• **Records for the task**
-.-.-
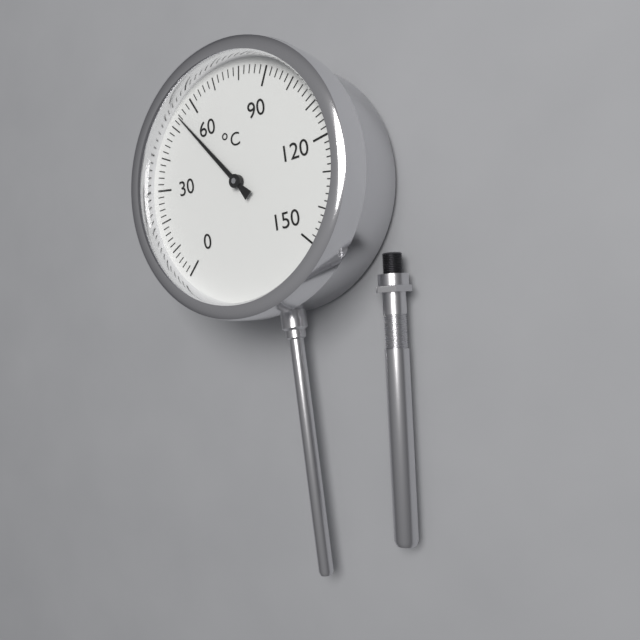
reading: 54 °C
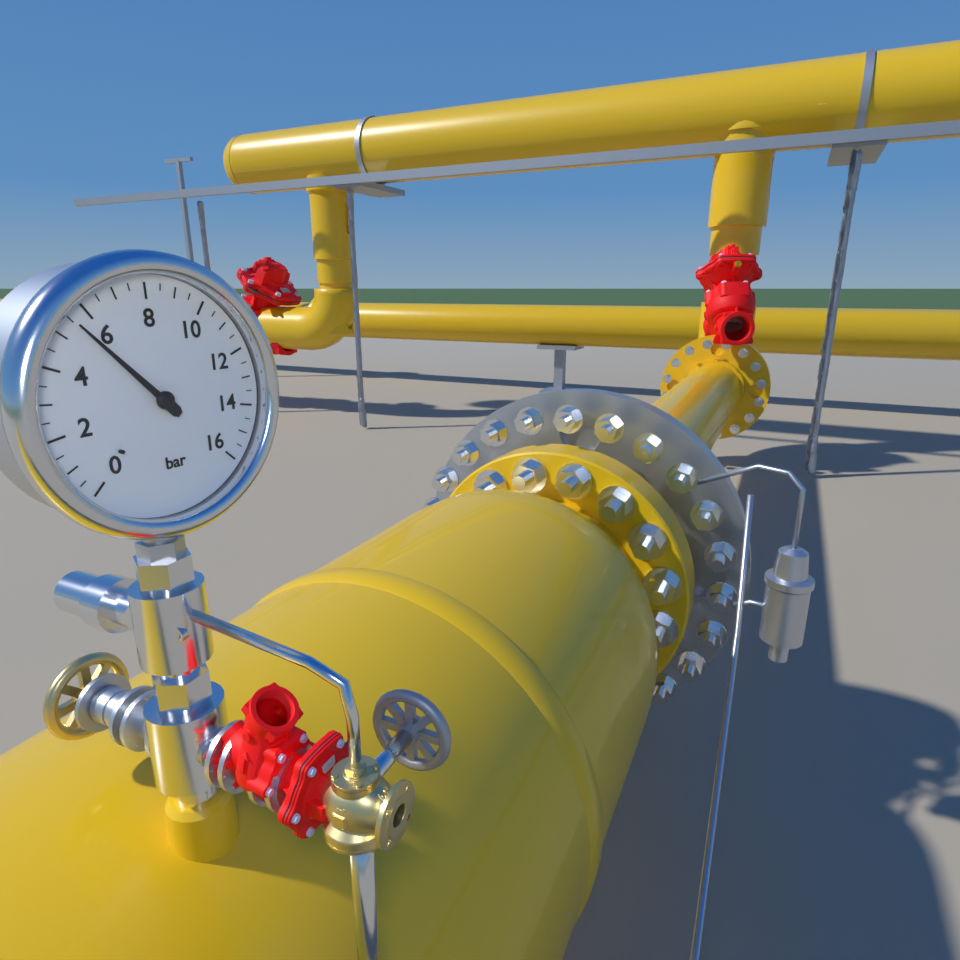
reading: 5.5 bar
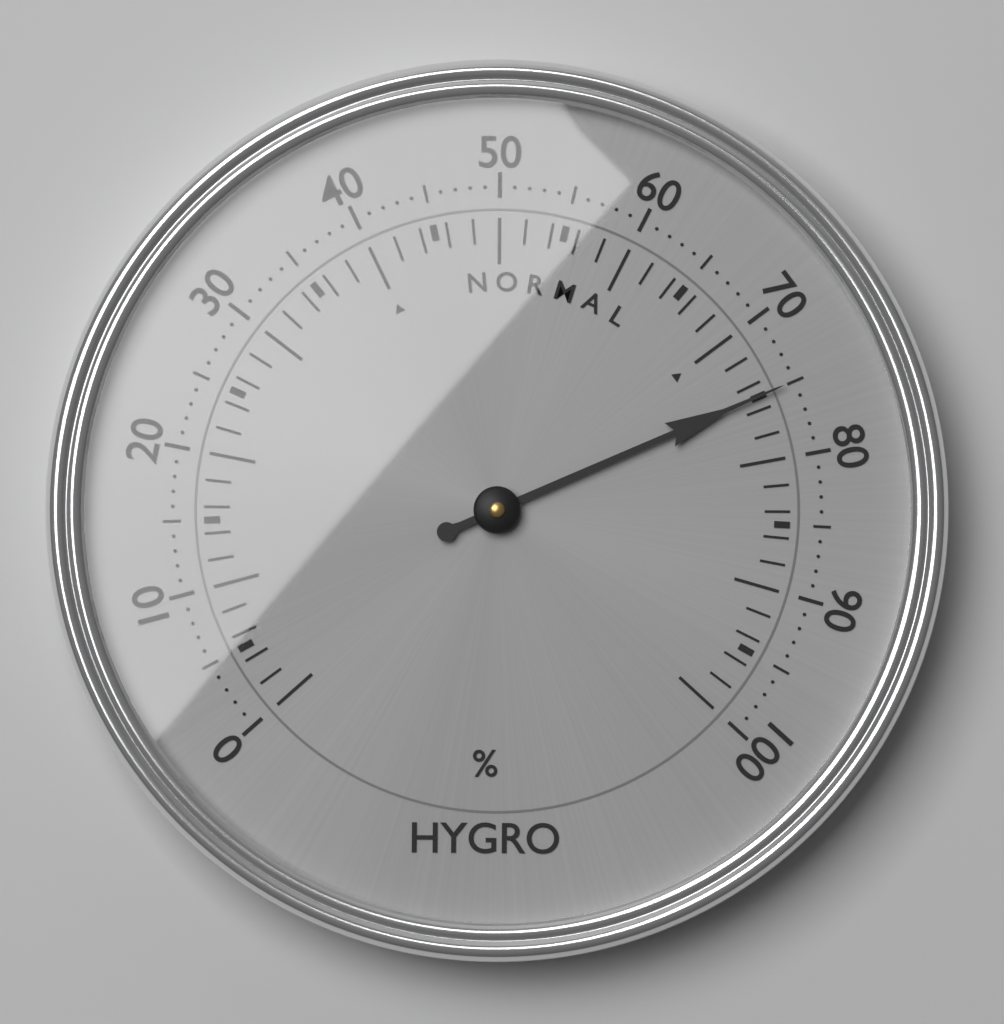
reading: 75 %
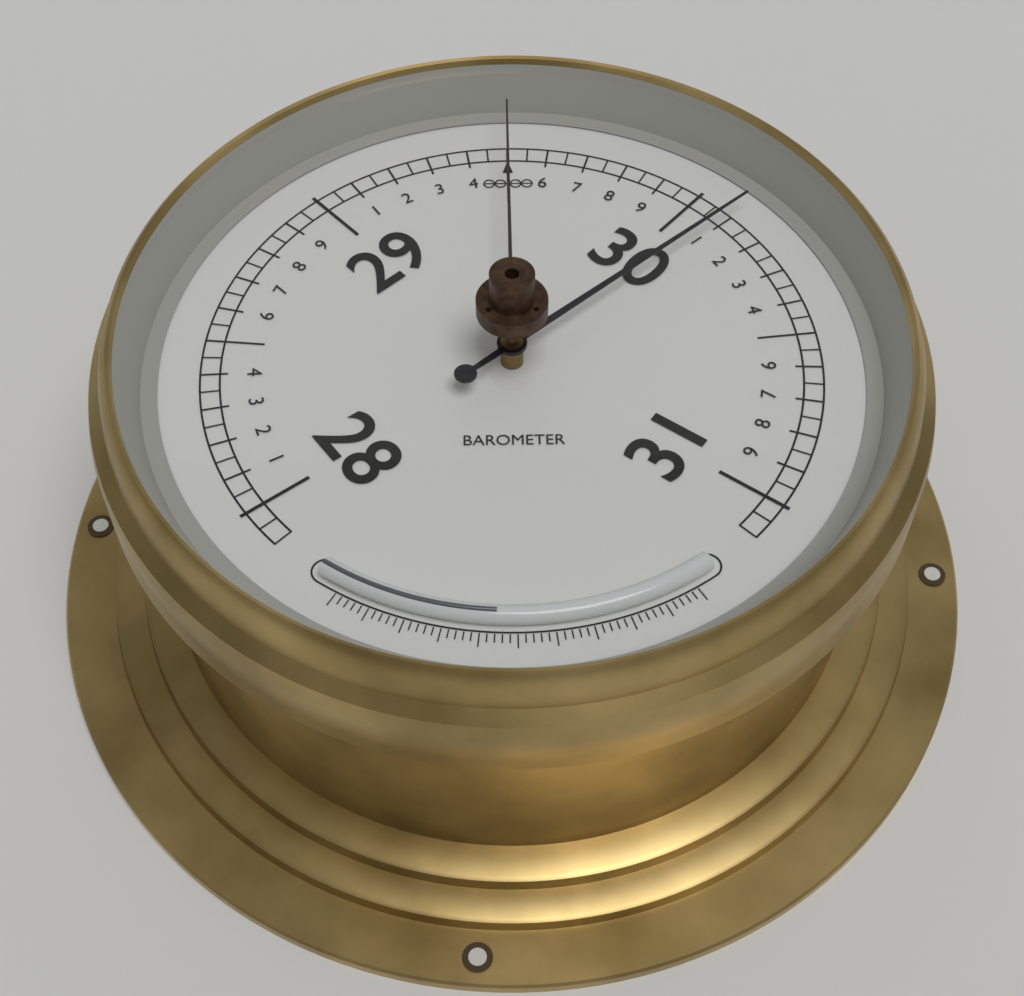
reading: 30.10 (no unit)
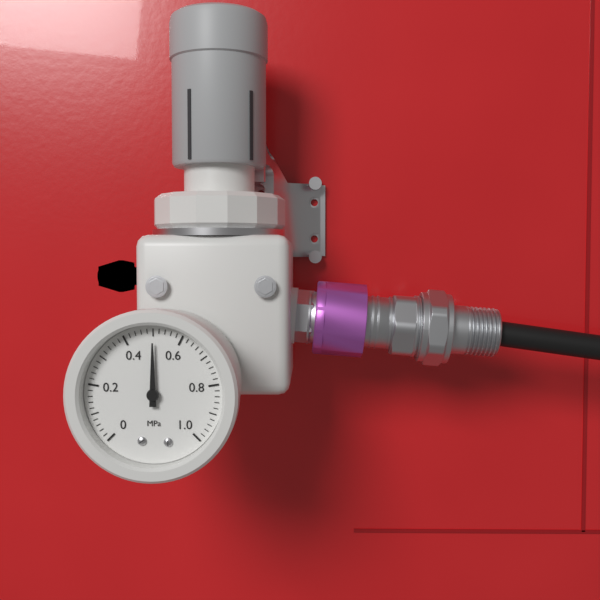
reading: 0.50 MPa
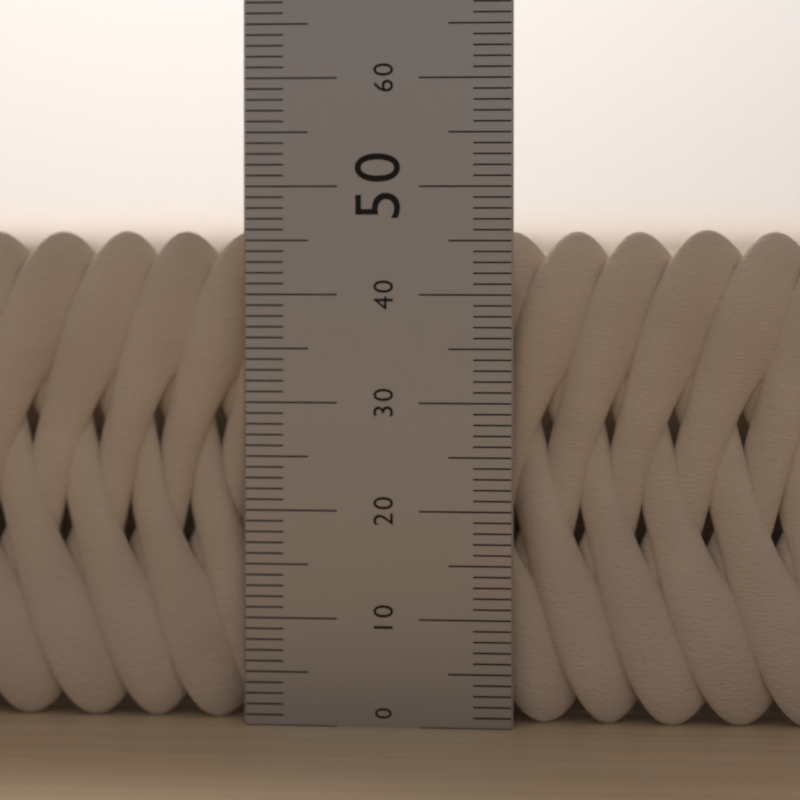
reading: 46 (no unit)
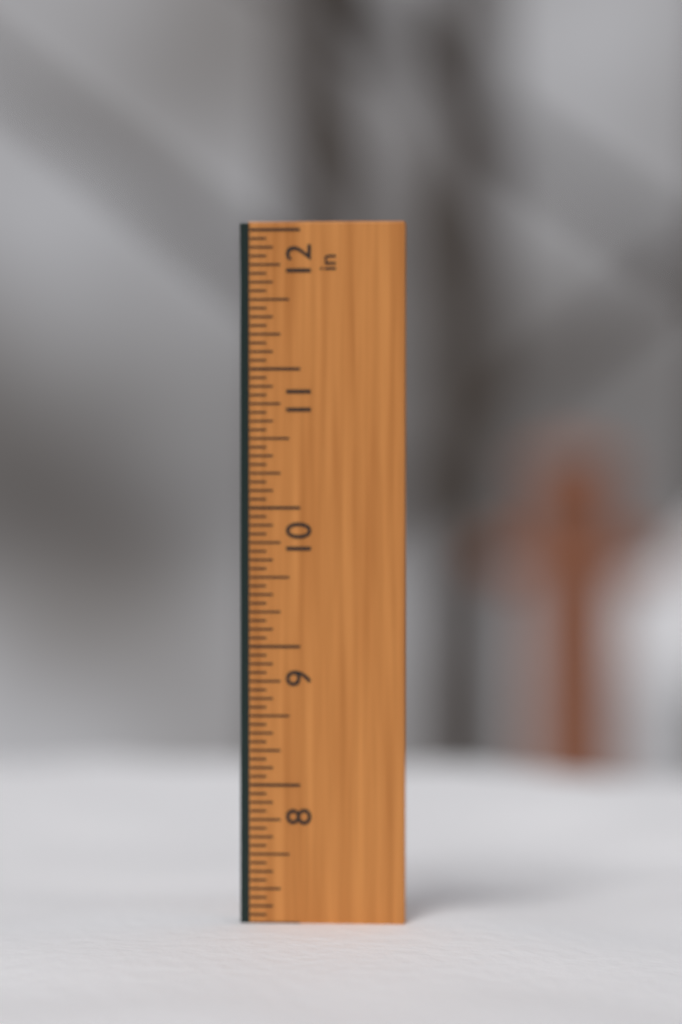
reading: 7.0000 in
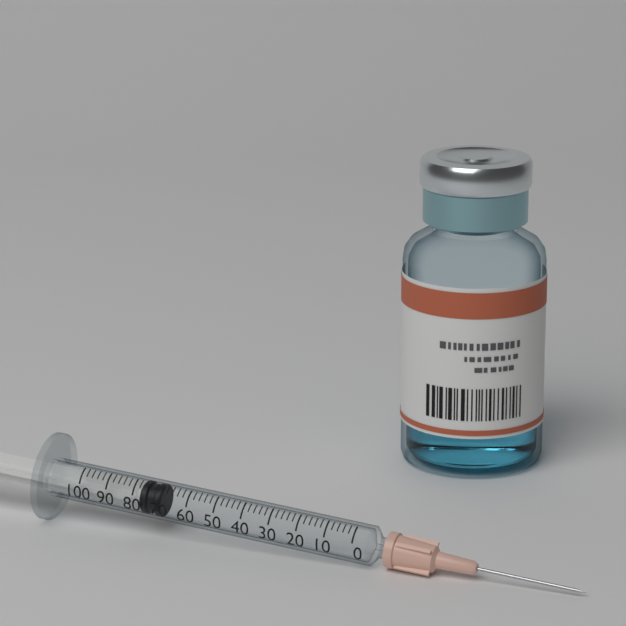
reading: 70 (no unit)
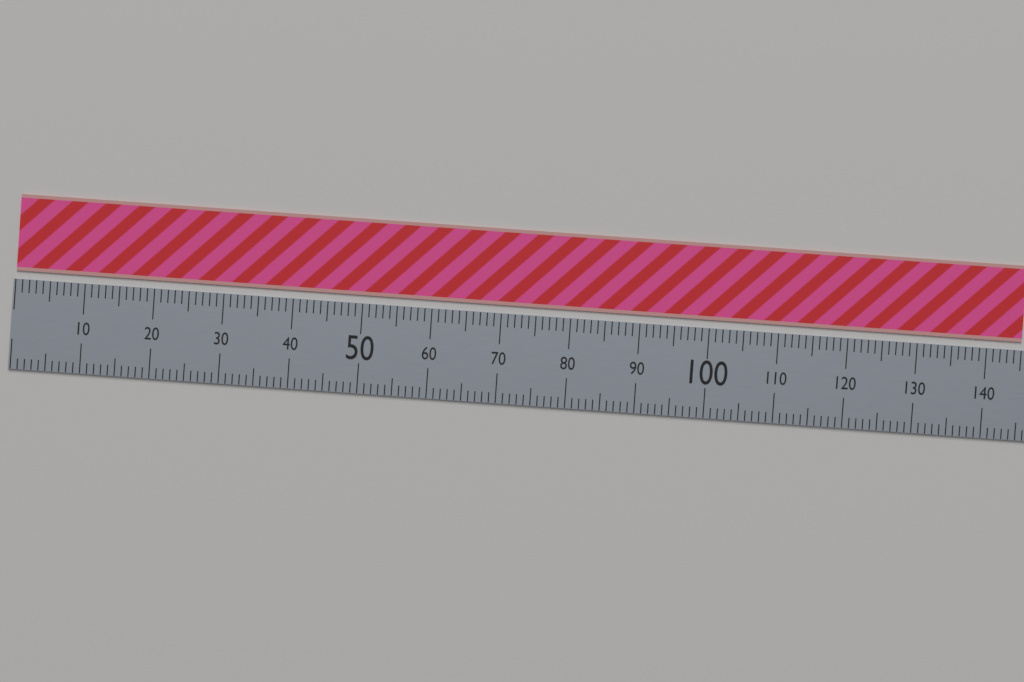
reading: 145 (no unit)
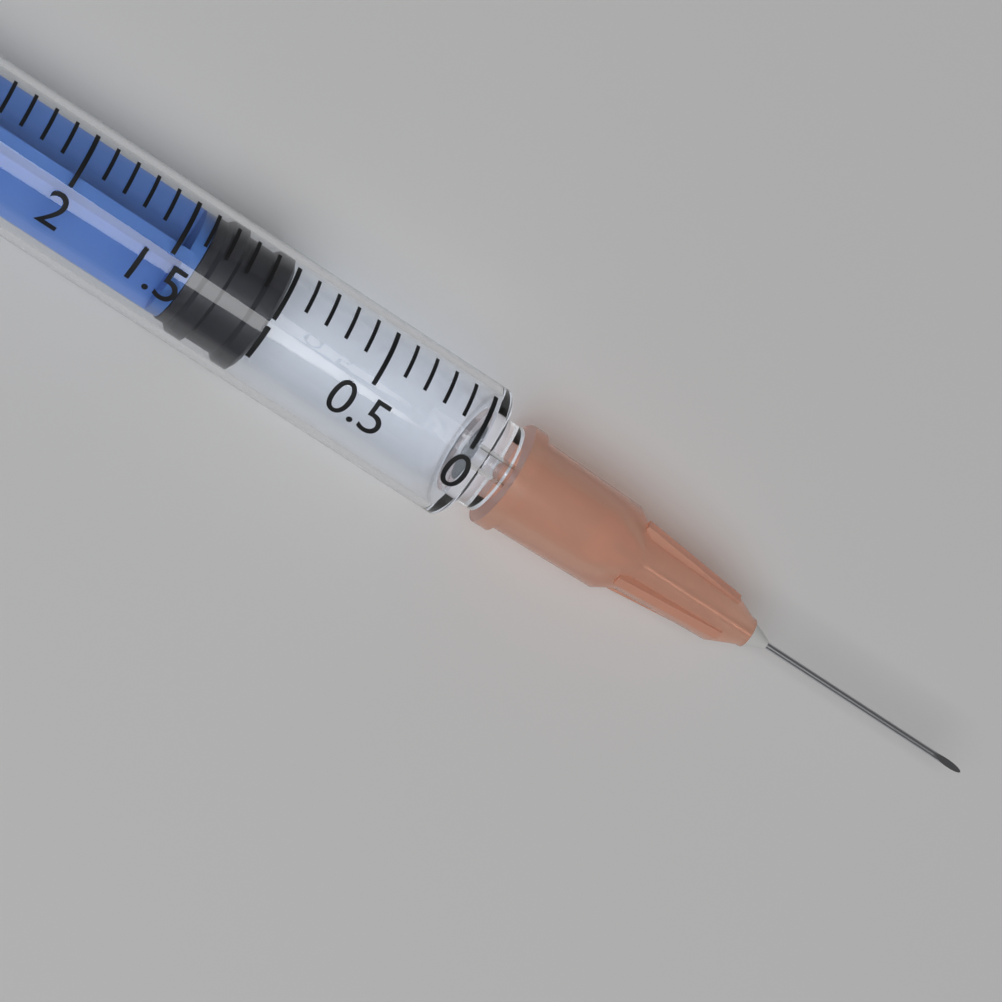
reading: 1.0 ml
-.-.-
• **Goal of the exercise**
Each line of the records above must be repeated exactly, but no picture belongs in the copy.

• **Expected output**
reading: 54 °C
reading: 5.5 bar
reading: 75 %
reading: 30.10 (no unit)
reading: 0.50 MPa
reading: 46 (no unit)
reading: 7.0000 in
reading: 70 (no unit)
reading: 145 (no unit)
reading: 1.0 ml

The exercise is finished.